If your target audience is an underutilized or unrecognized one, you can still have success. But you will have to work harder to market and to get your content to them.

 

Search Engine Results

If you’re not sure where to start, search engines are your friend. You can just search the type of writing you do, or you can be more specific and search specific terms related to your work.

What I love about [genre] is…
What I hate about [genre] is…
In [genre] I want to see more…

It’s valuable to frame your content in the context of your audience’s interests. Don’t just think about why you like writing your content. Think about why others might enjoy reading it.

It is also worth searching for common tropes and typical issues in your genre.

 

Getting a Professional Opinion

It can be extremely helpful to have an editor read your manuscript while it is still relatively early to address any structural or overarching issues that might alienate your audience or derail your work.

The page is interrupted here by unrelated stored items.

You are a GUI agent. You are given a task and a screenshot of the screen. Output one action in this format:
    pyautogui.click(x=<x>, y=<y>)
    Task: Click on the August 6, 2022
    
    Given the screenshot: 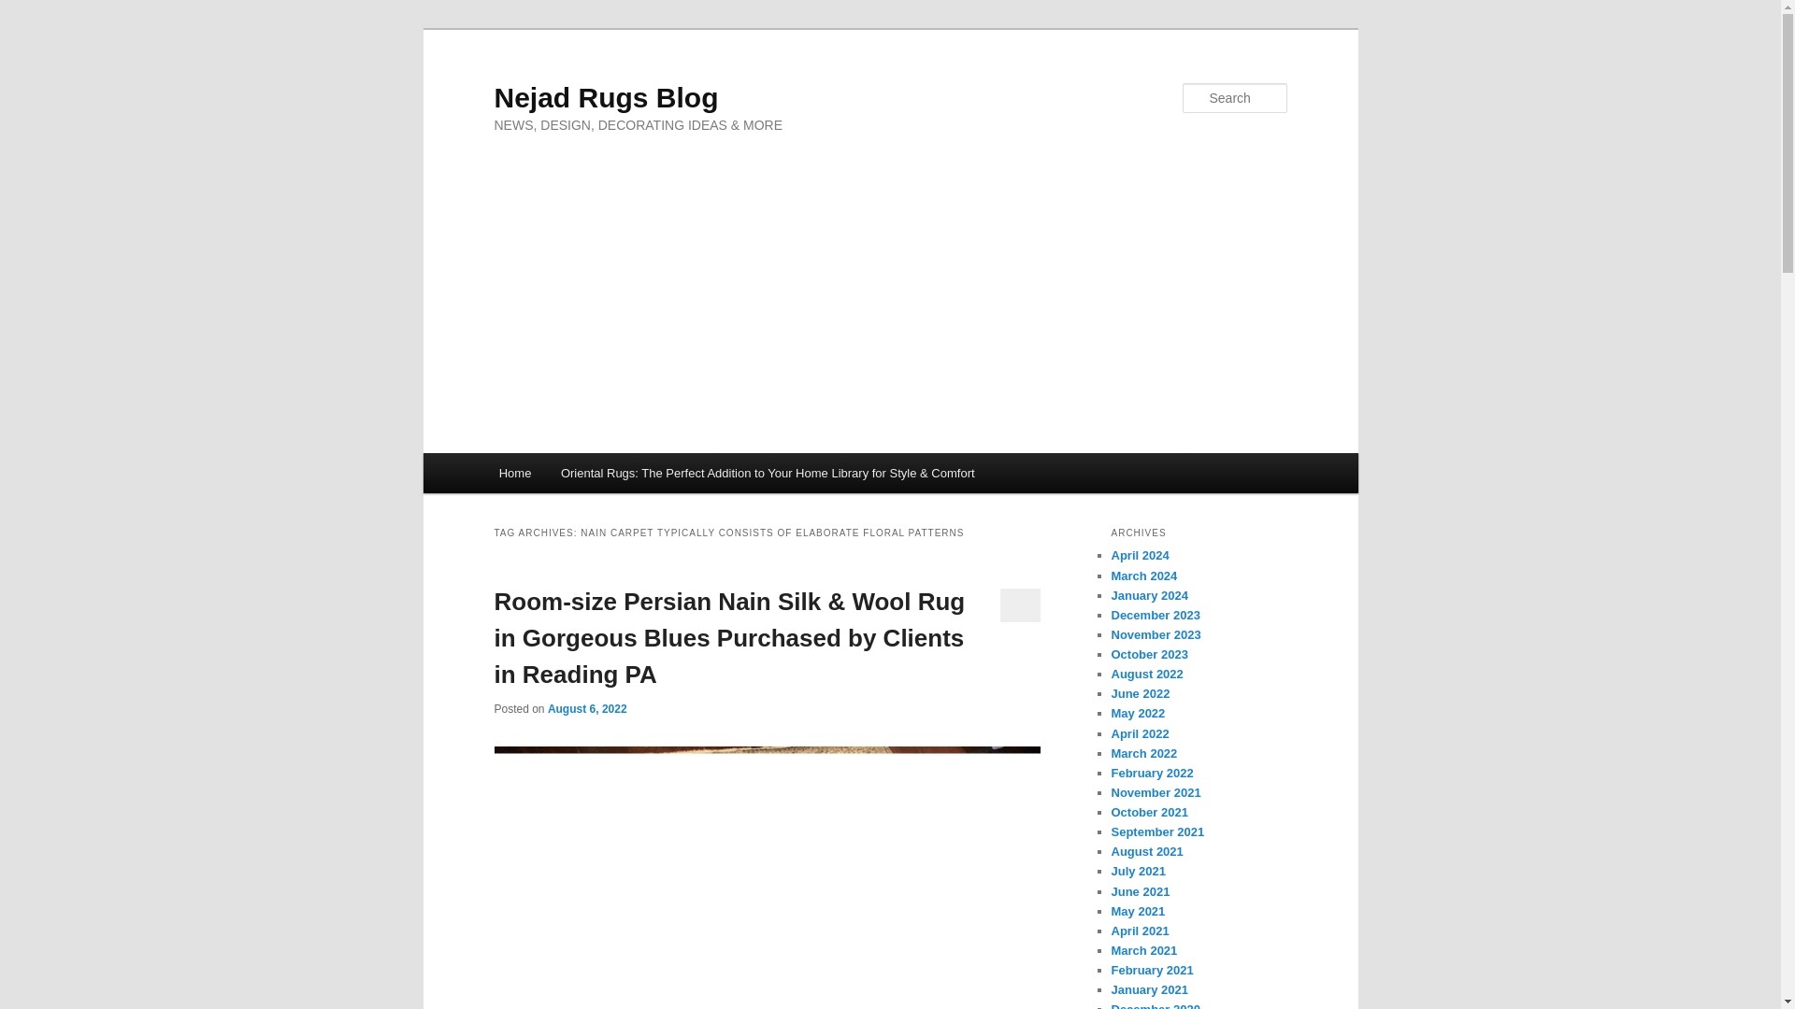 What is the action you would take?
    pyautogui.click(x=587, y=708)
    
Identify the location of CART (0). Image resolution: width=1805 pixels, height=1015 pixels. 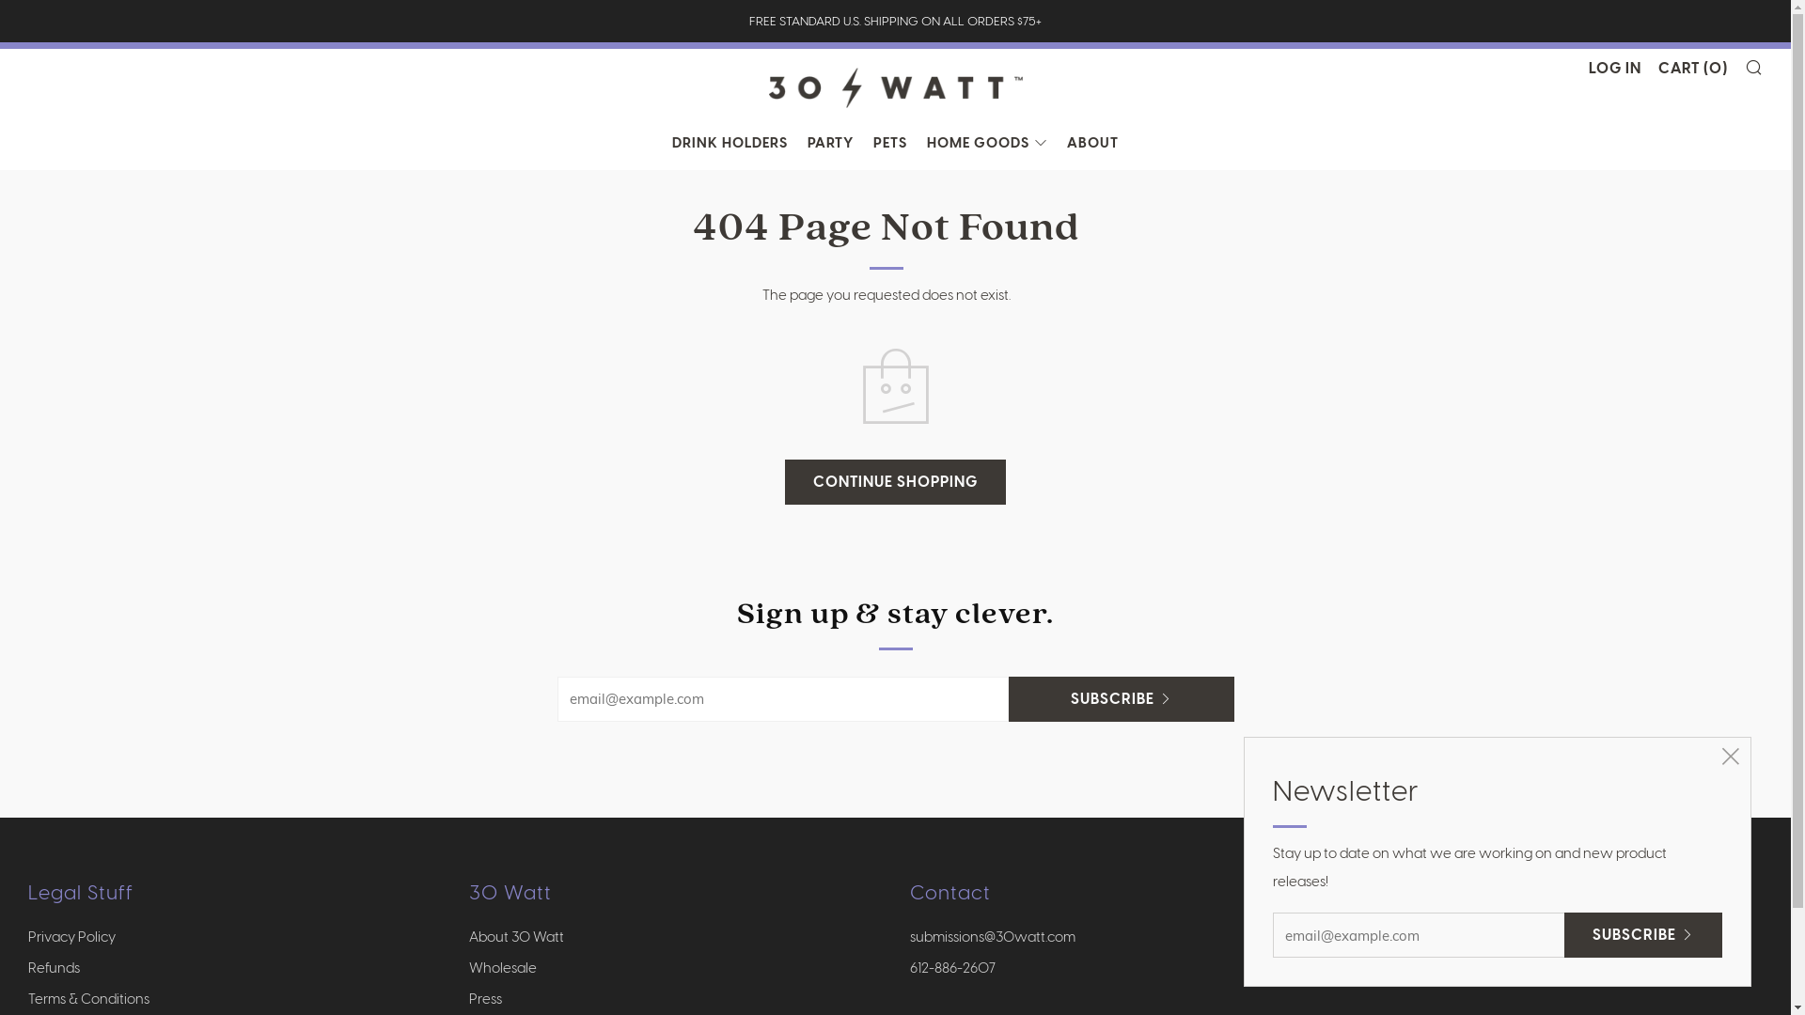
(1693, 69).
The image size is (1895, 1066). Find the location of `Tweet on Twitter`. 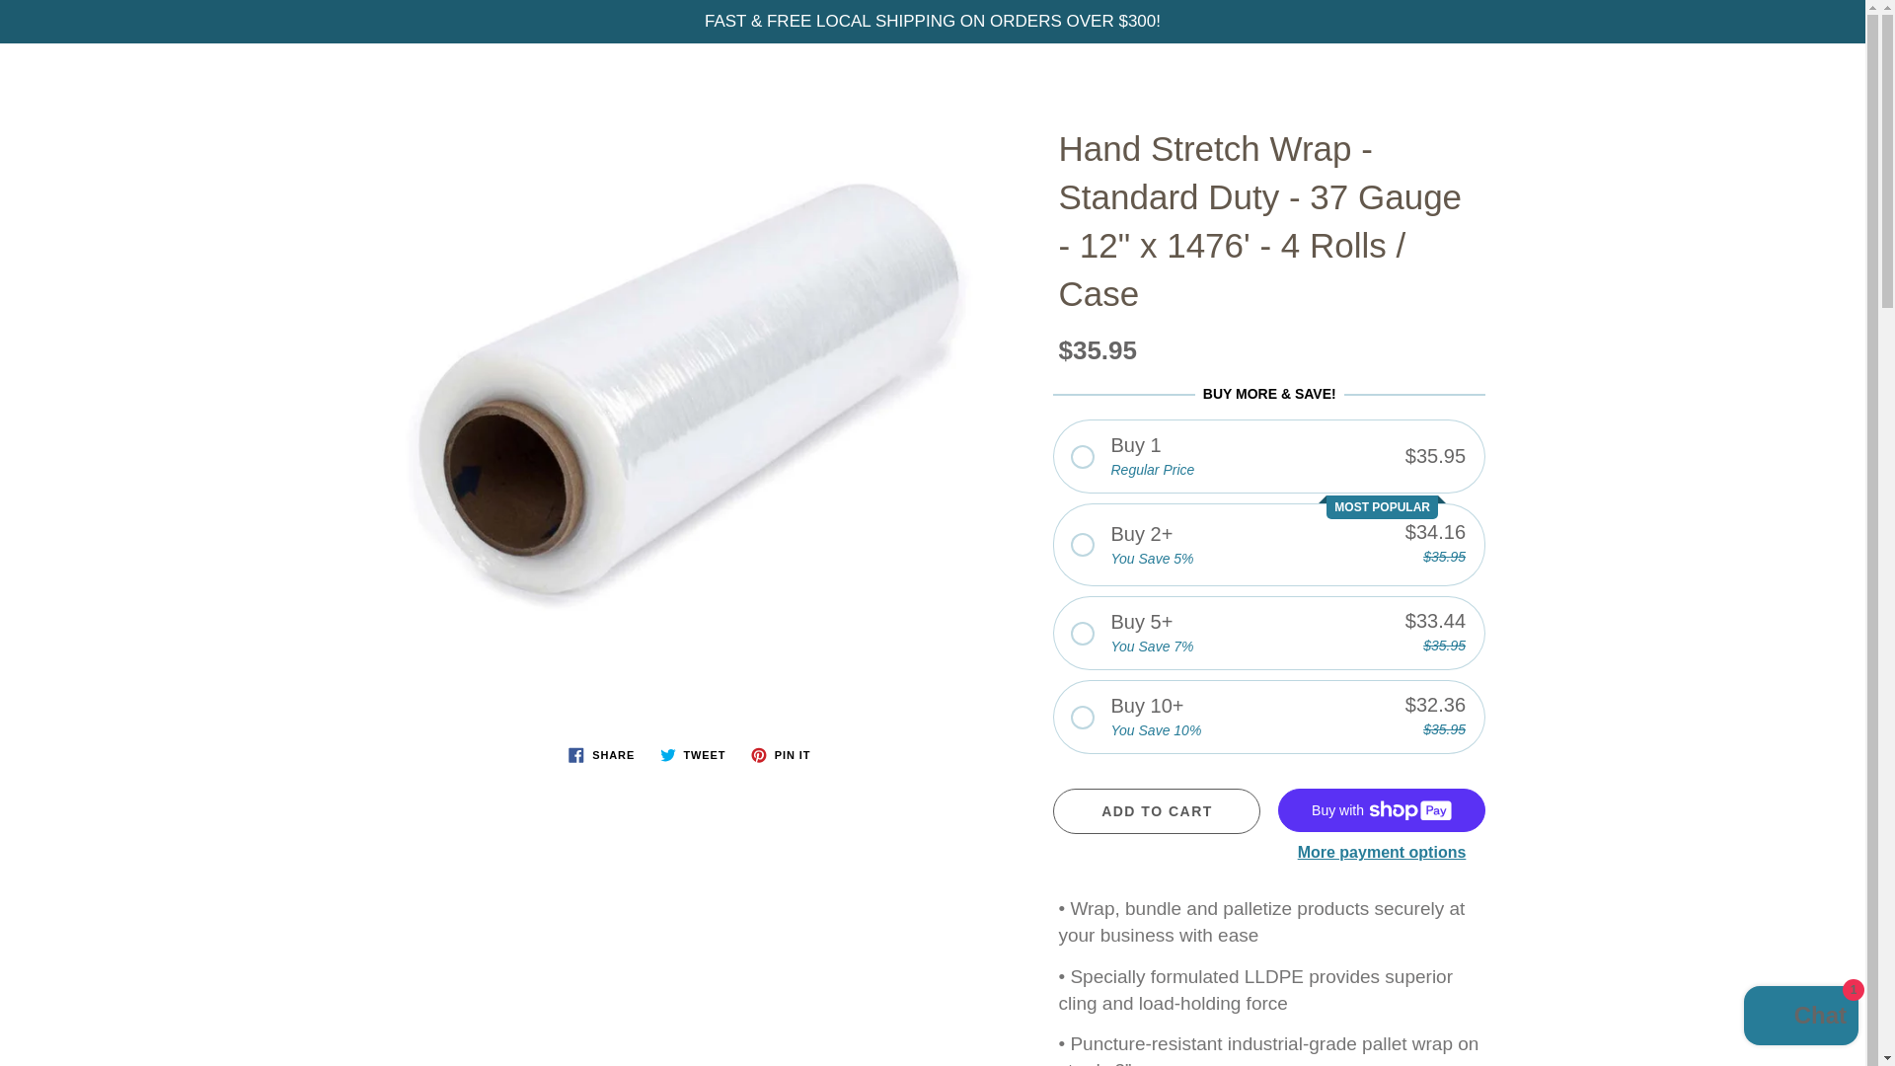

Tweet on Twitter is located at coordinates (693, 754).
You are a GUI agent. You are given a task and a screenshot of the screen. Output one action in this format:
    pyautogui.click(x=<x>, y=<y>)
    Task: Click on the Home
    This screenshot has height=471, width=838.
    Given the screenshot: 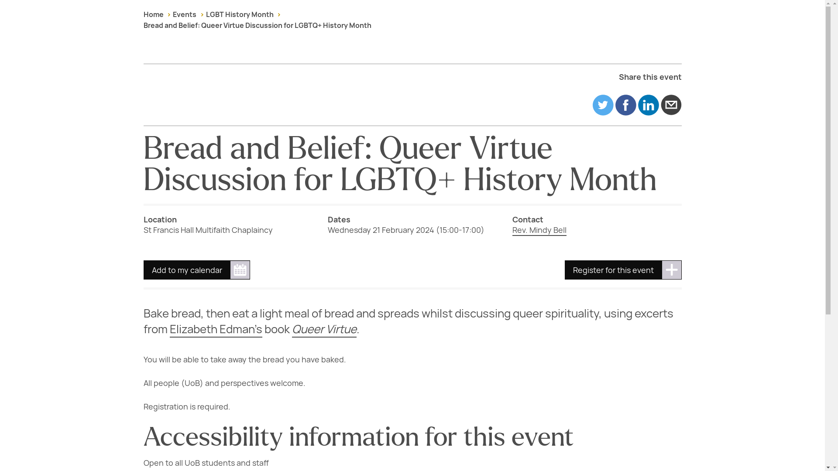 What is the action you would take?
    pyautogui.click(x=153, y=14)
    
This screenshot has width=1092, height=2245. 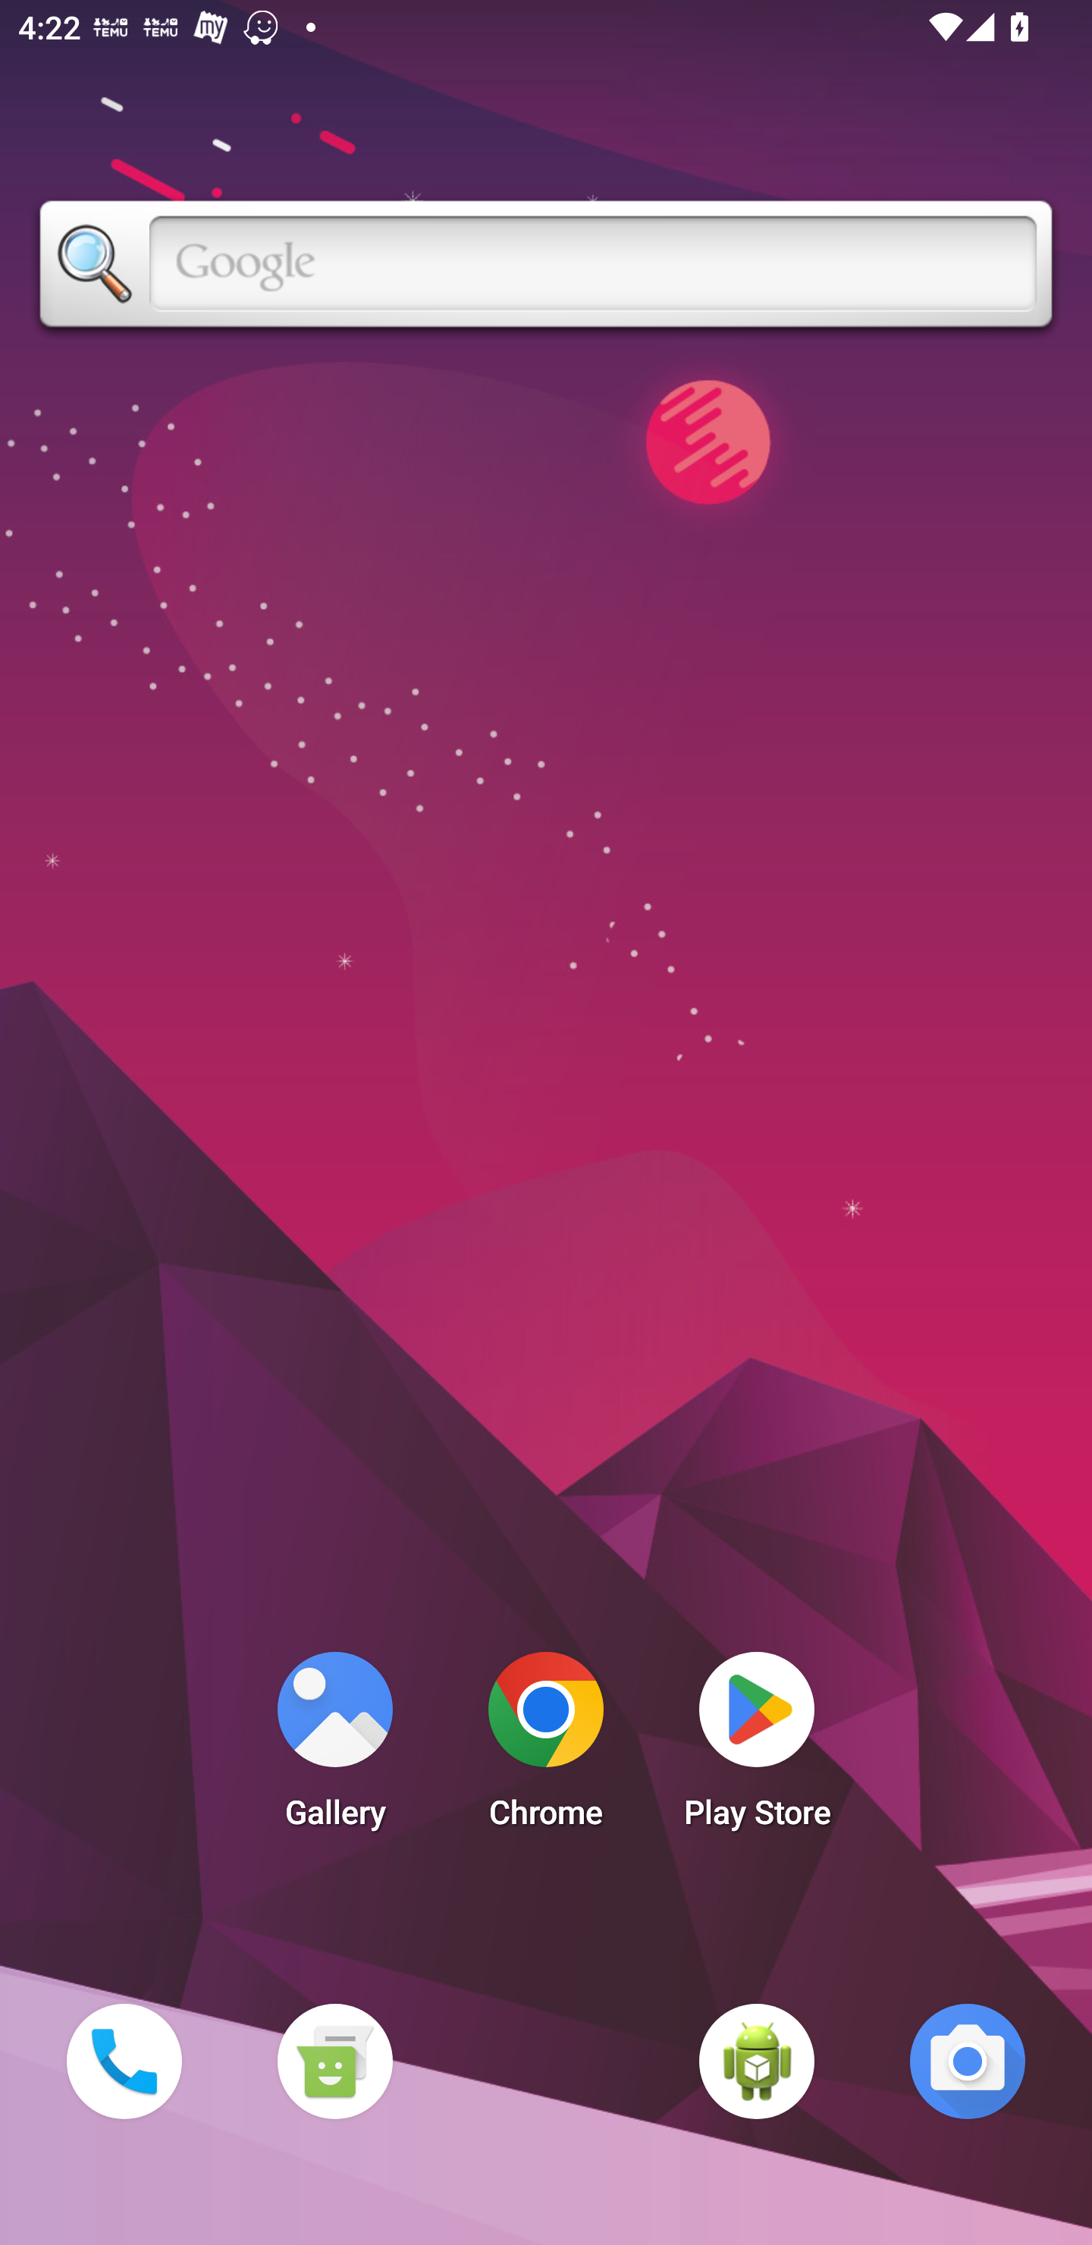 What do you see at coordinates (335, 2061) in the screenshot?
I see `Messaging` at bounding box center [335, 2061].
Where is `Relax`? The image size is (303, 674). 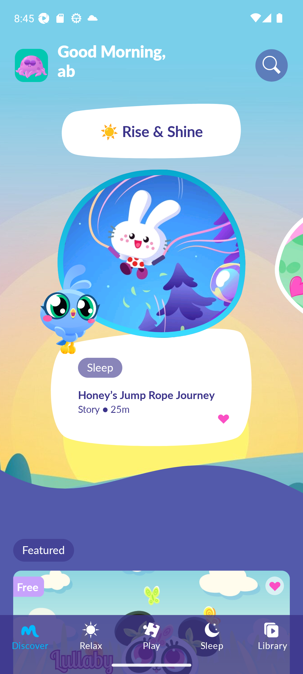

For more on manuscript evaluation, take a look at the post “What is Manuscript Evaluation and Why Do I Need It?

 

Three Things That Will NOT Help You Find Your Target Audience

1. Believing “If I build it, they will come.”
Not true. That’s no guarantee, and in fact, in an age where a constant deluge of information washes over consumers at an alarming rate, unless there’s a way for people to have your content put in front of them, they won’t find it. How often do you get in a car and drive out to the middle of nowhere on the off chance that a shop you might like will have opened in the middle of a field? Not being cognizant of the need to identify and bring your content to your target audience is the same thing.

2. Thinking, “If I send this to [famous person], they’ll feature it and I won’t have to find my audience.”
Nope. In fact, this creates an additional layer of unlikeliness to the process. Even on the very slim chance that the famous person takes the time to consume media from someone they have never heard of, and that person actually likes your work, that doesn’t guarantee that your work will suit THEIR audience. They have no reason to show it to anyone. Even if magically it does fit their tastes and match their audience, it’s unlikely they would advertise for you for free—you’d need to compensate them for your work to be shared.

3. Assuming “I can ignore the need for a target audience, it will work out on its own.”
Not the case. Deferring the issue doesn’t erase it. The earlier you start thinking about this and engaging with your possible audience, the better, since once you connect with your audience and establish yourself as a possible content resource, the more open people will be to consuming and paying for your content.

 

Your Target Audience Is Waiting

With a little bit of time and a little bit of research, you can identify who will be interested in reading your work. This research gives you the best chance of getting your work in front of the eyes of those who would want to engage with it. Identifying your target audience will benefit you both immediately and in the future as you continue to create new content. Find your audience to help them find you—and find and love your work.